I did not find that much crossing over between, “The New Asylums,” and the article by Dolch. The video talks about how mental hospitals are closing and putting unstable mentally ill patients on the streets. Then they act out in the “real world” and get thrown in jail or prison. The article talks about a case study, different types of mental illnesses, the medications, and how they affect men and women differently. I best crossover between the two is how they talk about hospitalization is only short term treatment. On page 24 of the article it says, “Hospitalization is mostly used in the short term, while medications are tried out and the patient is made safe and stabilized.” This connects to the video because they talk about how if a mentally ill inmate acts out, then he/she is put into the prison infirmary for only a short term just like being at a hospital. Once the inmate becomes stable, they are put back into the prison. Unfortunately, this does not work out well because the prisons are not equipped or
Mental illness and insane asylums have a long and harsh history. When people hear the words “Insane Asylum” they typically think of a horrific place filled with crazy people in it. When actually it is just a hospital for the mentally ill, otherwise known as Mental Institutions. Institutions have changed a lot since the 1920’s, 1930’s, and 1940’s along with Americans perspective on the mentally ill do with the knowledge we have on it. People used to treat the mentally ill in very inhumane ways. People treated them like animals instead of human beings. The mentally ill had to go through harsh living conditions in institutions, torturous treatment from psychiatrists, and discrimination from society.
In 1965, there was a histrionic change in the method that mental health care was delivered in the United States.
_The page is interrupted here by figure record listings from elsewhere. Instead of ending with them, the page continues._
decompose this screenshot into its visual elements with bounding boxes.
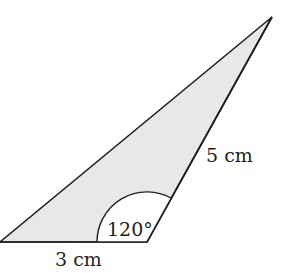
base-length-label: 3 cm: [55, 248, 102, 270]
triangle-diagram: 120° 3 cm 5 cm: [0, 0, 284, 273]
side-length-label: 5 cm: [206, 144, 253, 166]
angle-label: 120°: [107, 218, 153, 240]
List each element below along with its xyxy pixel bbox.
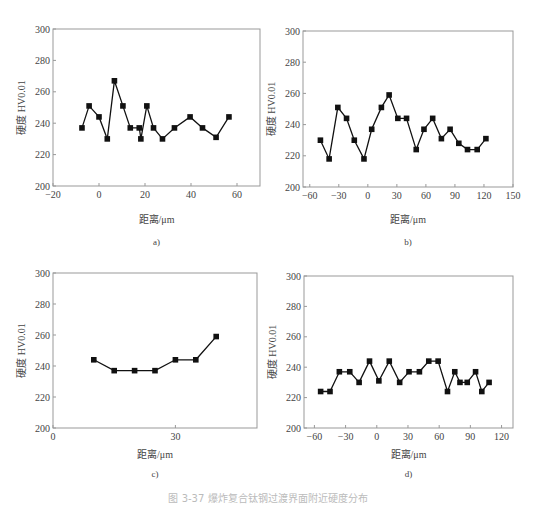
y-tick-label: 300 <box>285 26 300 37</box>
data-point-marker <box>173 357 179 363</box>
x-tick-label: 150 <box>506 190 521 201</box>
data-point-marker <box>426 358 432 364</box>
data-point-marker <box>327 389 333 395</box>
y-tick-label: 240 <box>35 118 50 129</box>
y-axis-label: 硬度 HV0.01 <box>15 80 27 134</box>
data-point-marker <box>200 125 206 131</box>
chart-panel-a: 200220240260280300−200204060硬度 HV0.01距离/… <box>15 24 260 248</box>
x-tick-label: 30 <box>170 431 180 442</box>
data-point-marker <box>132 368 138 374</box>
x-tick-label: 60 <box>232 189 242 200</box>
plot-frame <box>53 273 257 428</box>
chart-panel-d: 200220240260280300−60−300306090120硬度 HV0… <box>266 271 513 480</box>
y-tick-label: 200 <box>286 423 301 434</box>
x-tick-label: −60 <box>302 190 318 201</box>
x-tick-label: 30 <box>403 431 413 442</box>
x-tick-label: 0 <box>365 190 370 201</box>
x-axis-label: 距离/μm <box>137 448 173 460</box>
x-tick-label: 90 <box>450 190 460 201</box>
plot-frame <box>53 29 260 186</box>
x-tick-label: 20 <box>140 189 150 200</box>
data-point-marker <box>379 105 385 111</box>
data-point-marker <box>213 334 219 340</box>
data-point-marker <box>465 147 471 153</box>
data-point-marker <box>445 389 451 395</box>
x-axis-label: 距离/μm <box>390 213 426 225</box>
y-axis-label: 硬度 HV0.01 <box>265 82 277 136</box>
x-tick-label: 40 <box>186 189 196 200</box>
data-point-marker <box>151 125 157 131</box>
x-tick-label: 0 <box>51 431 56 442</box>
y-axis-label: 硬度 HV0.01 <box>15 323 27 377</box>
x-tick-label: 90 <box>465 431 475 442</box>
data-point-marker <box>464 380 470 386</box>
data-point-marker <box>136 125 142 131</box>
data-point-marker <box>152 368 158 374</box>
data-point-marker <box>367 358 373 364</box>
y-tick-label: 240 <box>286 362 301 373</box>
y-tick-label: 300 <box>35 24 50 35</box>
panel-label: b) <box>404 237 412 247</box>
y-tick-label: 220 <box>285 150 300 161</box>
data-point-marker <box>452 369 458 375</box>
x-axis-label: 距离/μm <box>139 213 175 225</box>
data-point-marker <box>417 369 423 375</box>
data-point-marker <box>369 126 375 132</box>
data-point-marker <box>356 380 362 386</box>
x-tick-label: 120 <box>494 431 509 442</box>
x-tick-label: −20 <box>45 189 61 200</box>
data-line <box>94 337 216 371</box>
data-point-marker <box>96 114 102 120</box>
data-point-marker <box>112 78 118 84</box>
data-point-marker <box>386 92 392 98</box>
data-point-marker <box>406 369 412 375</box>
data-point-marker <box>79 125 85 131</box>
data-point-marker <box>456 141 462 147</box>
data-point-marker <box>160 136 166 142</box>
data-point-marker <box>479 389 485 395</box>
data-point-marker <box>474 147 480 153</box>
data-point-marker <box>213 135 219 141</box>
y-tick-label: 220 <box>286 392 301 403</box>
data-point-marker <box>335 105 341 111</box>
y-tick-label: 280 <box>35 55 50 66</box>
data-point-marker <box>447 126 453 132</box>
data-point-marker <box>486 380 492 386</box>
data-point-marker <box>421 126 427 132</box>
data-point-marker <box>473 369 479 375</box>
data-point-marker <box>344 116 350 122</box>
data-point-marker <box>483 136 489 142</box>
data-point-marker <box>457 380 463 386</box>
data-point-marker <box>318 137 324 143</box>
y-tick-label: 200 <box>285 182 300 193</box>
y-tick-label: 220 <box>35 149 50 160</box>
y-tick-label: 280 <box>286 301 301 312</box>
data-point-marker <box>318 389 324 395</box>
panel-label: c) <box>152 469 159 479</box>
data-point-marker <box>413 147 419 153</box>
data-point-marker <box>430 116 436 122</box>
y-tick-label: 300 <box>286 271 301 282</box>
data-point-marker <box>127 125 133 131</box>
data-point-marker <box>226 114 232 120</box>
y-tick-label: 220 <box>35 392 50 403</box>
data-point-marker <box>404 116 410 122</box>
x-tick-label: −30 <box>331 190 347 201</box>
chart-panel-c: 200220240260280300030硬度 HV0.01距离/μmc) <box>15 268 257 480</box>
plot-frame <box>303 31 513 187</box>
panel-label: a) <box>153 237 160 247</box>
data-line <box>321 361 490 391</box>
data-point-marker <box>386 358 392 364</box>
data-point-marker <box>104 136 110 142</box>
data-point-marker <box>435 358 441 364</box>
y-tick-label: 260 <box>285 88 300 99</box>
plot-frame <box>304 276 513 428</box>
x-tick-label: 0 <box>374 431 379 442</box>
x-tick-label: 120 <box>476 190 491 201</box>
data-point-marker <box>193 357 199 363</box>
y-tick-label: 260 <box>286 331 301 342</box>
data-point-marker <box>397 380 403 386</box>
x-tick-label: −30 <box>338 431 354 442</box>
x-axis-label: 距离/μm <box>391 448 427 460</box>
The focus went from State Mental Hospitals to outpatient settings for the treatment of mental health issues. With the passing of Medicaid, States were encouraged to move patients out of the hospital setting (Pan, 2013). This process failed miserably due to under funding and understaffing for the amout of patients that were released from the State Mental Hospitals. This resulted in patients, as well as their families, who were in dire need of mental health services. This population turned to either incarceration (jails and/or prisons) or emergency departments as a primary source of care for their loved ones.
This, in turn, means that the patients that are in the hospital are more acute and require intensive nursing care. The role of the registered nurse must now include greater professional judgment, management of complex systems, and greater clinical autonomy (Lippincott, 2003). The pressure to contain costs and meet the needs of the rising levels of severe illnesses of inpatients make it imperative for hospitals to seek out ways to redesign delivery of care without compromising quality of care (Tappen, 2004). The structure, organization and financing of health care are rapidly changing. Patients previously hospitalized are now treated on an outpatient basis, relying on care through different delivery systems. Hospital communities are trying to increase health care services while raising prices as little as possible.